Library:
Paris Champerret
Paris Montparnasse
London
Turin
Madrid
"Behavioral finance is the branch of financial studies that focuses its research on the psyche's role in financial decision-making. Simplifying, emotions and psychology play a crucial role in all the decisions involved in our actions, determined by who we are and how we are used to behave by our surroundings. Behavioral finance first originated from the work of psychologists Daniel Kahneman and Amos Tversky as well as from the works of the economist Robert Shiller in 70’s and 80’s.

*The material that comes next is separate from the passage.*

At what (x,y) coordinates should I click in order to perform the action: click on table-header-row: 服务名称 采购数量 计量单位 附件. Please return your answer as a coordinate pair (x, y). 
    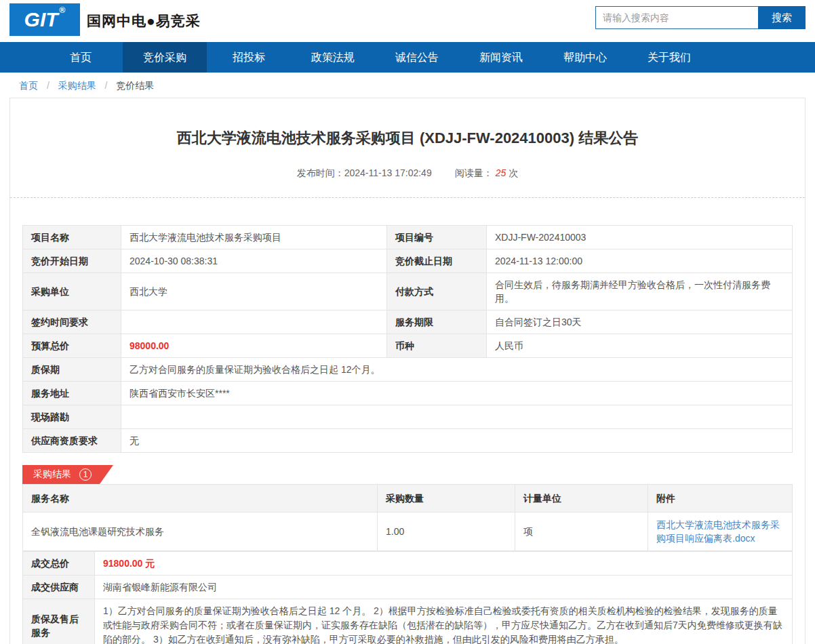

Theories developed by the latter ones follow a rigid application of pervasive, deep-seeded, subconscious biases and heuristics to the way people make financial decisions and, in parallel, they started to build the efficient market hypothesis (EMH), a popular theory that the stock market follows rational and predictable movements, fluctuations don’t always hold up under scrutiny. To better address this phenomenon, the attention of policy makers and supervisory authorities to anomalies such as in the production process of financial products, in information asymmetries or in opacity on the distribution side is now well established; newborn, and still very circumscribed, however, is the reflection on the subjective difficulties that qualify, and can differentiate, individuals’ choices in the face of the same objective risk. Behavioral finance offers important insights in this regard, pointing out how individuals' decision-making processes are a mixture of rationality and emotionality.
The final aim of the dissertation is to provide the most comprehensive view possible of the subjectivity role within every decision-making pattern pursued by individuals, professionals, and investors, bearing in mind the dualism originated from the coexistence of rationality, tradition, and logic together with the psychology, irrationality, emotions, and behavioral traits."